RELIABILITY GUIDE · LAST REVIEWED JULY 15, 2026
LLM fallback routing: make failures recoverable, not invisible.
Short answer: retry transient failures, change route only when the task contract permits it, and record every decision. Never use fallback to hide invalid requests, authorization failures, or unsafe output.
What fallback routing solves
LLM applications depend on networks, providers, rate limits, model availability, and long-running requests. A fallback policy can prevent one unavailable route from becoming a complete user-facing outage. It is not a substitute for validation, quota management, or a clear product error state.
| Failure class | Recommended action | Do not do this |
|---|---|---|
| Network timeout or temporary 5xx | Retry a limited number of times with backoff; then use an equivalent fallback if the task permits. | Retry forever or send duplicate work without idempotency protection. |
| Rate limit or overload | Honor provider retry guidance; queue, delay, or move to an approved alternate route. | Immediately fan out the same request to every provider. |
| Invalid request, bad credentials, or insufficient permission | Return an actionable error and fix the request or account state. | Switch models in the hope that validation or authorization changes. |
| Safety, tool, or structured-output contract failure | Apply the product-specific recovery path and preserve the original failure reason. | Silently return an incompatible answer from a weaker route. |
A safe fallback policy
- Classify the error as transient, rate-related, permanent, or contract-related.

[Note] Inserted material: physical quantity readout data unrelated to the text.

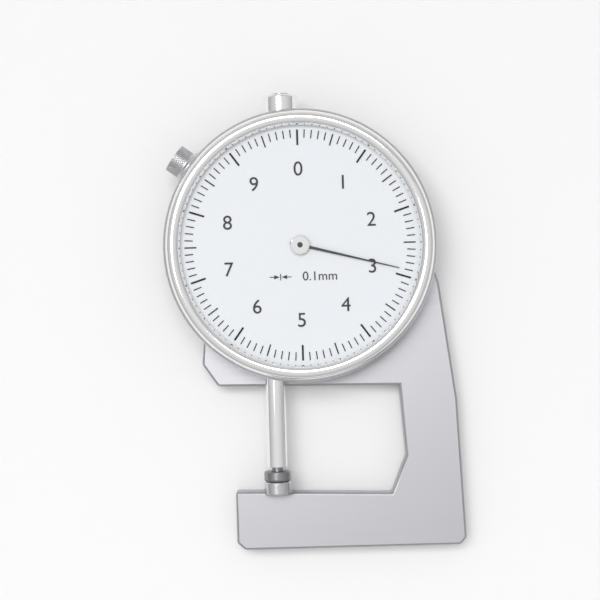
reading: 2.9 mm
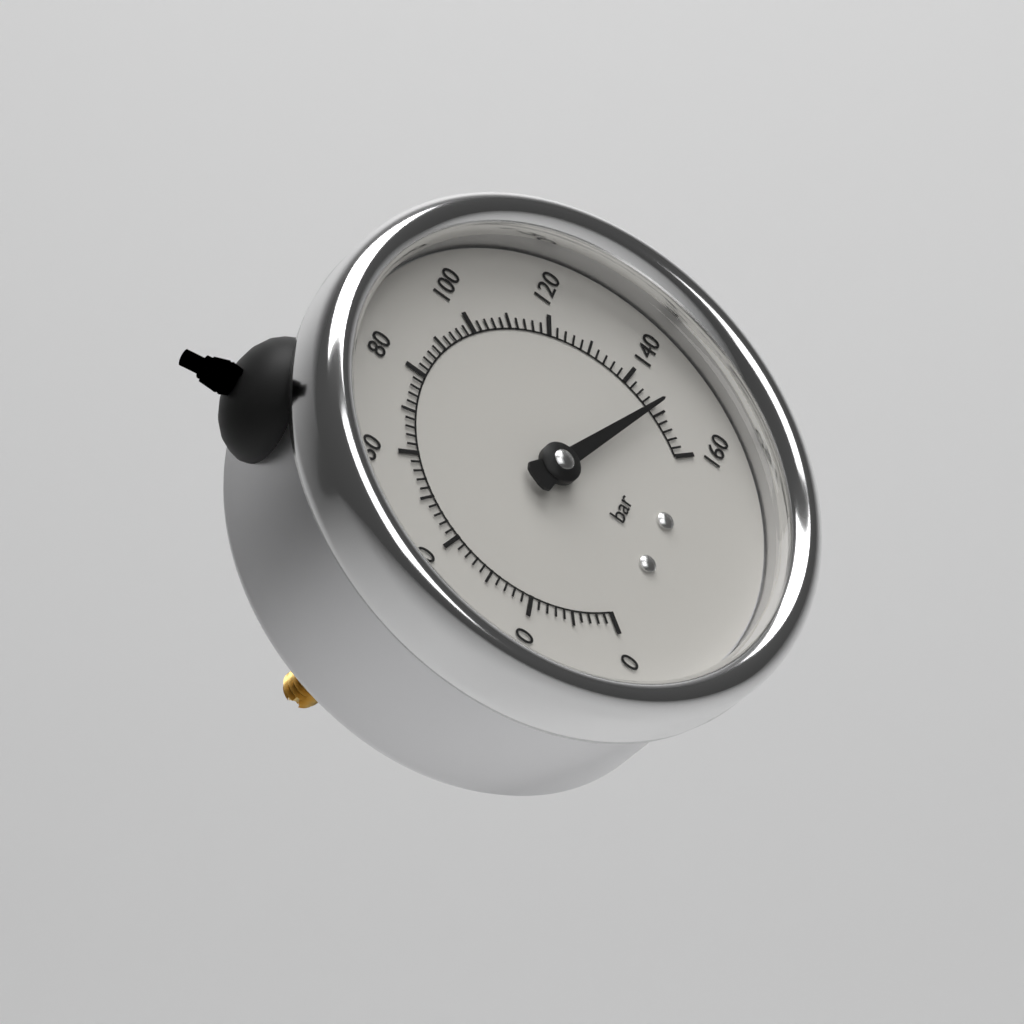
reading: 148 bar
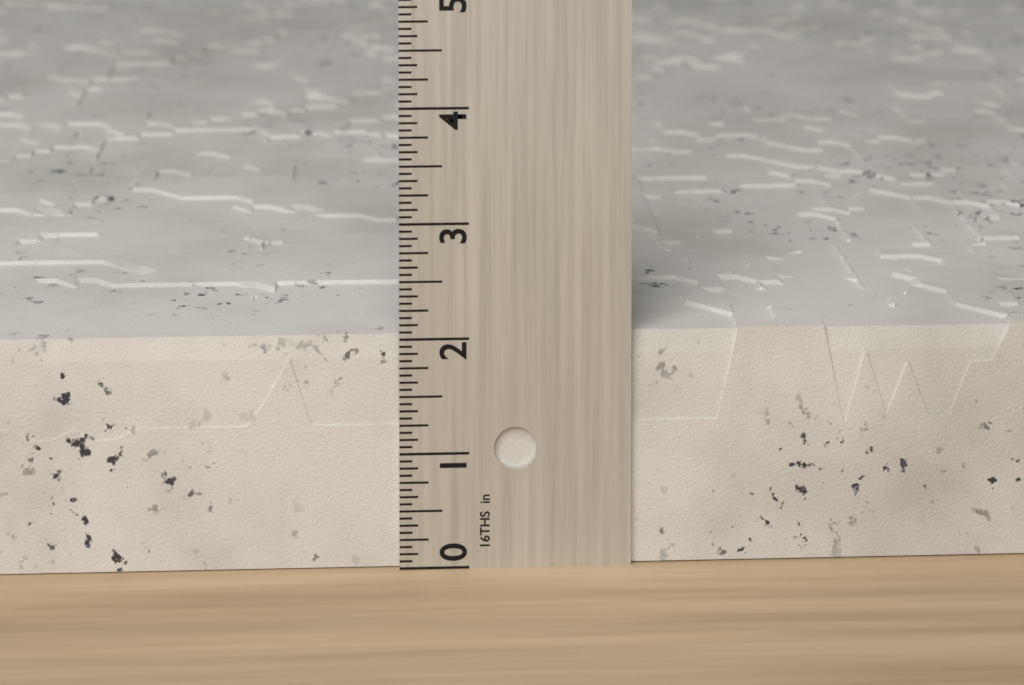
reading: 2.0625 in
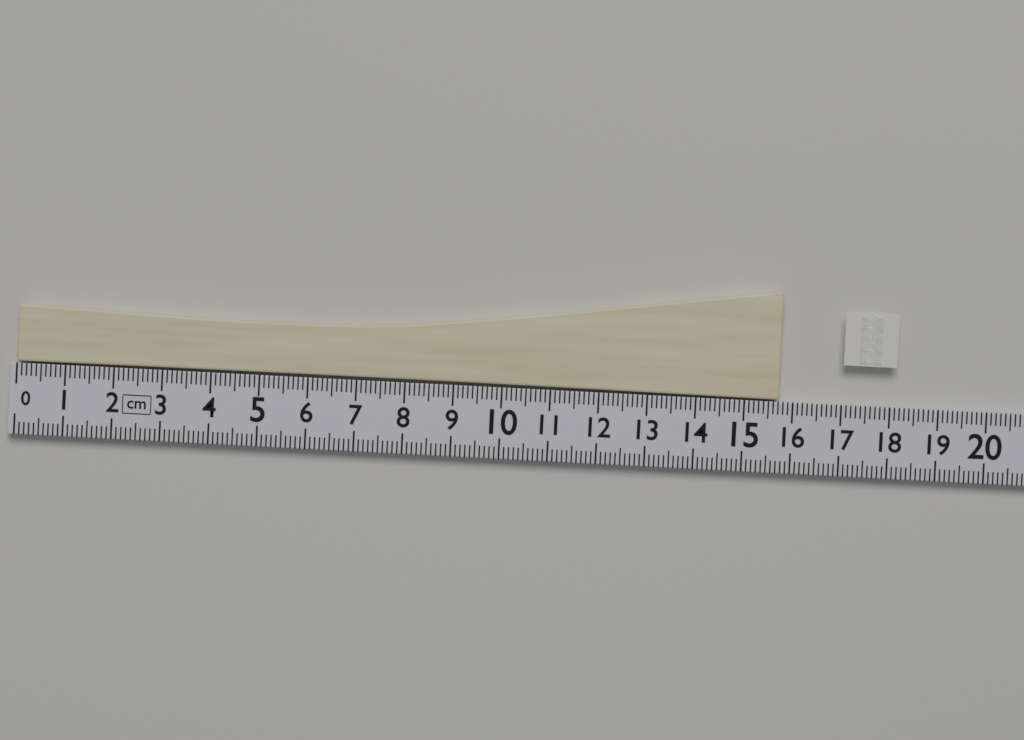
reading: 15.7 cm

- Retry only transient errors and use bounded exponential backoff.
- Before switching, check that the alternate route supports the required modalities, tools, context, response format, and data policy.
- Log the original route, failure class, retry count, selected fallback, latency, and final outcome.
- Expose a clear degraded-mode message when quality or capability changes materially.
Metrics that reveal whether fallback helps
Track success rate after fallback, added latency, fallback frequency by provider and model, task-level quality regression, and duplicate or abandoned requests. A high fallback rate is a capacity or dependency signal—not simply a routing success metric.
How ELTEX approaches it
ELTEX is designed to make provider and model routing a policy layer. For production use, teams should still define which tasks can degrade, which require an exact model or tool contract, and what users see when no compatible route is available.
Explore ELTEX AI Router All guides
Primary source
Anthropic API error handling documents error classes, request IDs, and transient-failure retry behavior. Apply provider-specific documentation for every route you operate.